The Futility of Showing Up
Writing essays is easier than posting them. I learned that the hard way. Social media is a tough game to crack. Tougher because it demands consistency. Which, if you lack, you are done. The algorithm is fickle. The people who succeeded have no idea how they managed it. So they parrot consistency. Because that is the only thing that makes sense.
Showing up every day is not the issue. I show up every day to a blank page anyway. That does not bother me. Because the expectations are aligned. I know nobody is going to read. Or very few will. With a blog, you can always count on it becoming your personal diary. I am building the writing muscle with these daily essays. Speaking into a void. But once in a while I have to ask: what exactly is this training for?
They say writing every day is therapy. Therapy because you are paying for it without getting anything in return. I tried converting my essays into shorter formats for X and Substack Notes. I turned a few into standalone newsletters for Substack. No response. I am not one to grumble about a low response rate. Because that is normal for me. I have never gone viral. Ever.
But posting every day feels like a chore. A weight on the shoulders. I feel like I cannot keep up. I remind myself there are too many things on my plate. But truth be told, converting essays into short-form content takes about five minutes. That is when I realise it is not the effort. It is the futility behind it. I do not see its purpose. I would rather promote my blog everywhere than reshape my content for other platforms.
On LinkedIn I get a decent response. But the professional network makes me hesitant about posting everything. The people there know me. They talk to me. I do not want them reading my essays and then confronting me over messages or in person. So I avoid sharing most things there. Writing on Substack was once touted as the next big thing. I enjoy reading newsletters there, at least.
Social media is unforgiving. You disappear for a few days and it forgets you, the way a newborn forgets a face. You have to work hard to recapture the algorithm's attention. You have to do everything again. All over. From scratch. You have to engage with people. Simply consuming their content, liking it, is not enough. You have to tell them you liked it. That is how algorithms operate.
When you look at the content that goes viral on social media, you feel inadequate. You realise you are not even writing in the category that goes viral. And while you could, you have no desire to. Because it does not excite you. So it comes down to what you want to write versus what spreads. The consistency requirement just adds insult to injury.
All in all, I am not a fan of social media right now. Maybe once I start going viral I will change my tune. Everybody is a hypocrite that way. I am writing this because there was a rant building in my chest that needed an exit. The conclusion remains the same. If you cannot produce what goes viral, produce everything with such volume that the algorithm is eventually forced to pick one of your pieces.
That is basically how failure works too. Fail enough times and you will eventually succeed. I know this side of the mathematics. But sometimes, probability is a bitch.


**TO DO**
Every line with the string "opens" should be copied from the data.

Website and app data records
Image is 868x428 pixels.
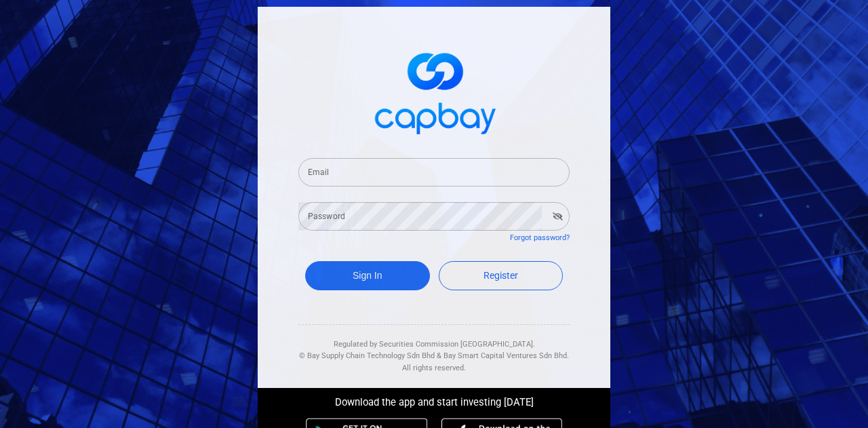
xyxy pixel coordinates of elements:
div: Download the app and start investing [DATE] [248,388,620,411]
img: logo [367,41,502,142]
button: Sign In [305,261,430,290]
div: Regulated by Securities Commission [GEOGRAPHIC_DATA]. & All rights reserved. [298,325,570,374]
span: Bay Smart Capital Ventures Sdn Bhd. [444,351,569,360]
span: © Bay Supply Chain Technology Sdn Bhd [299,351,434,360]
a: Forgot password? [510,234,570,242]
a: Register [439,261,564,290]
span: Register [484,270,518,280]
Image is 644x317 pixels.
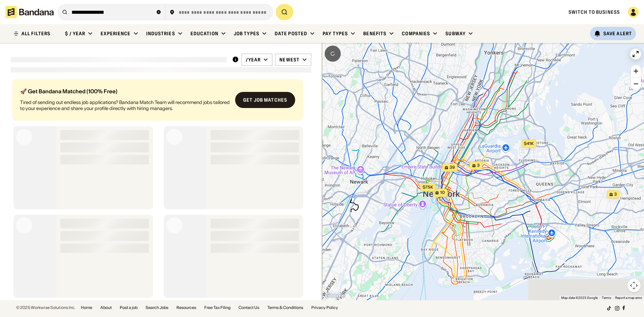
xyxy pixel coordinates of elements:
[176,306,196,310] a: Resources
[11,77,311,300] div: grid
[561,296,597,300] span: Map data ©2025 Google
[6,6,53,18] img: Bandana logotype
[234,31,259,36] div: Job Types
[16,306,75,310] div: © 2025 Workwise Solutions Inc.
[323,292,346,300] a: Open this area in Google Maps (opens a new window)
[445,31,465,36] div: Subway
[524,141,533,146] span: $41k
[449,165,455,171] span: 39
[402,31,430,36] div: Companies
[267,306,303,310] a: Terms & Conditions
[246,57,261,63] div: /year
[146,31,175,36] div: Industries
[81,306,92,310] a: Home
[322,31,347,36] div: Pay Types
[100,306,112,310] a: About
[604,31,632,36] div: Save Alert
[120,306,137,310] a: Post a job
[615,296,642,300] a: Report a map error
[311,306,338,310] a: Privacy Policy
[65,31,85,36] div: $ / year
[204,306,230,310] a: Free Tax Filing
[20,99,229,112] div: Tired of sending out endless job applications? Bandana Match Team will recommend jobs tailored to...
[275,31,307,36] div: Date Posted
[423,184,433,189] span: $75k
[238,306,259,310] a: Contact Us
[22,32,50,36] div: ALL FILTERS
[601,296,611,300] a: Terms (opens in new tab)
[191,31,218,36] div: Education
[627,279,641,292] button: Map camera controls
[20,89,229,94] div: 🚀 Get Bandana Matched (100% Free)
[280,57,300,63] div: Newest
[614,192,617,197] span: 3
[323,292,346,300] img: Google
[243,98,287,103] div: Get job matches
[363,31,386,36] div: Benefits
[477,163,479,168] span: 3
[145,306,168,310] a: Search Jobs
[100,31,130,36] div: Experience
[440,190,444,196] span: 10
[568,9,620,15] a: Switch to Business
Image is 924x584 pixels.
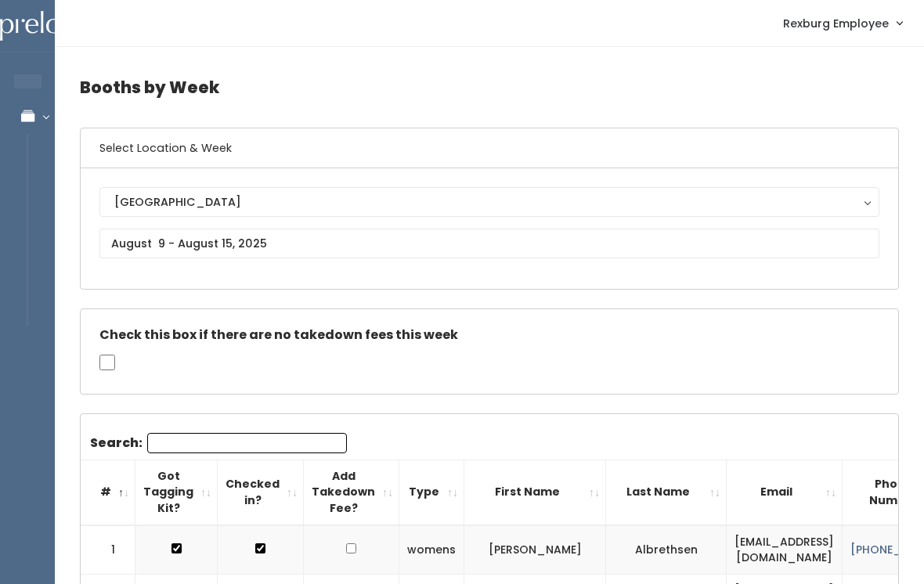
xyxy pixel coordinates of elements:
[465,525,606,574] td: [PERSON_NAME]
[783,15,888,32] span: Rexburg Employee
[80,459,136,524] th: #: activate to sort column descending
[218,459,304,524] th: Checked in?: activate to sort column ascending
[136,459,218,524] th: Got Tagging Kit?: activate to sort column ascending
[147,433,347,453] input: Search:
[99,229,879,258] input: August 9 - August 15, 2025
[99,187,879,217] button: [GEOGRAPHIC_DATA]
[465,459,606,524] th: First Name: activate to sort column ascending
[399,525,465,574] td: womens
[399,459,465,524] th: Type: activate to sort column ascending
[606,459,727,524] th: Last Name: activate to sort column ascending
[80,129,898,168] h6: Select Location & Week
[114,193,864,211] div: [GEOGRAPHIC_DATA]
[99,328,879,342] h5: Check this box if there are no takedown fees this week
[304,459,399,524] th: Add Takedown Fee?: activate to sort column ascending
[80,525,136,574] td: 1
[768,6,918,40] a: Rexburg Employee
[80,66,899,109] h4: Booths by Week
[606,525,727,574] td: Albrethsen
[90,433,347,453] label: Search:
[727,459,843,524] th: Email: activate to sort column ascending
[727,525,843,574] td: [EMAIL_ADDRESS][DOMAIN_NAME]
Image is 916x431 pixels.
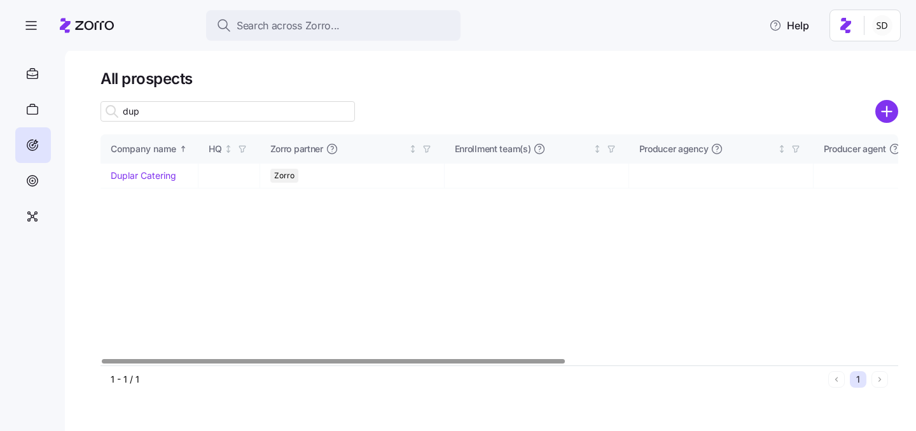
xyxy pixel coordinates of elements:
img: 038087f1531ae87852c32fa7be65e69b [872,15,893,36]
div: Not sorted [224,144,233,153]
div: HQ [209,142,222,156]
h1: All prospects [101,69,898,88]
button: Previous page [828,371,845,387]
span: Zorro [274,169,295,183]
span: Search across Zorro... [237,18,340,34]
a: Duplar Catering [111,170,176,181]
button: Next page [872,371,888,387]
th: Zorro partnerNot sorted [260,134,445,163]
span: Enrollment team(s) [455,142,531,155]
span: Producer agency [639,142,709,155]
div: 1 - 1 / 1 [111,373,823,386]
input: Search prospect [101,101,355,122]
div: Not sorted [593,144,602,153]
span: Producer agent [824,142,886,155]
div: Not sorted [408,144,417,153]
div: Company name [111,142,176,156]
span: Zorro partner [270,142,323,155]
th: Company nameSorted ascending [101,134,198,163]
button: 1 [850,371,866,387]
button: Search across Zorro... [206,10,461,41]
button: Help [759,13,819,38]
div: Sorted ascending [179,144,188,153]
th: Producer agencyNot sorted [629,134,814,163]
span: Help [769,18,809,33]
div: Not sorted [777,144,786,153]
svg: add icon [875,100,898,123]
th: Enrollment team(s)Not sorted [445,134,629,163]
th: HQNot sorted [198,134,260,163]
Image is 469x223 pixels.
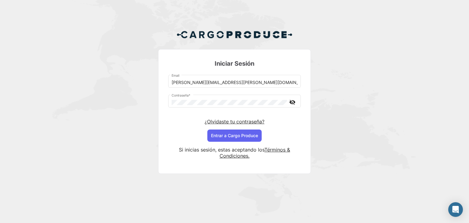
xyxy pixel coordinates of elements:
[172,80,298,85] input: Email
[207,129,262,142] button: Entrar a Cargo Produce
[288,98,296,106] mat-icon: visibility_off
[205,118,264,125] a: ¿Olvidaste tu contraseña?
[176,27,292,42] img: Cargo Produce Logo
[448,202,463,217] div: Abrir Intercom Messenger
[219,147,290,159] a: Términos & Condiciones.
[168,59,301,68] h3: Iniciar Sesión
[179,147,264,153] span: Si inicias sesión, estas aceptando los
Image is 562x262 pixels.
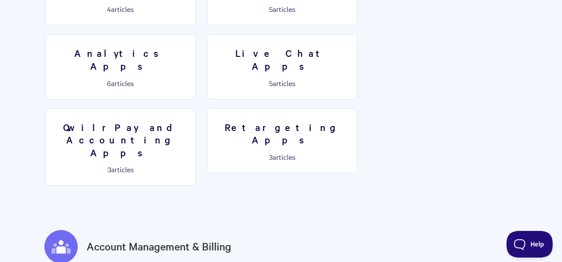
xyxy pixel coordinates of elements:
p: articles [213,79,352,87]
a: QwilrPay and Accounting Apps 3articles [45,108,196,186]
h3: Retargeting Apps [213,121,352,146]
p: articles [213,153,352,161]
span: 5 [269,78,273,88]
p: articles [51,79,190,87]
span: 6 [107,78,111,88]
span: 3 [107,164,111,174]
h3: Live Chat Apps [213,47,352,72]
span: 3 [269,152,273,162]
iframe: Toggle Customer Support [507,231,553,258]
h3: QwilrPay and Accounting Apps [51,121,190,159]
h3: Analytics Apps [51,47,190,72]
span: 4 [107,4,111,14]
a: Retargeting Apps 3articles [207,108,357,173]
p: articles [213,5,352,13]
a: Live Chat Apps 5articles [207,34,357,99]
a: Analytics Apps 6articles [45,34,196,99]
a: Account Management & Billing [87,238,231,254]
p: articles [51,5,190,13]
span: 5 [269,4,273,14]
p: articles [51,165,190,173]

**YOUR SOLUTION**
[323,292,346,300] a: Open this area in Google Maps (opens a new window)
[601,296,611,300] a: Terms (opens in new tab)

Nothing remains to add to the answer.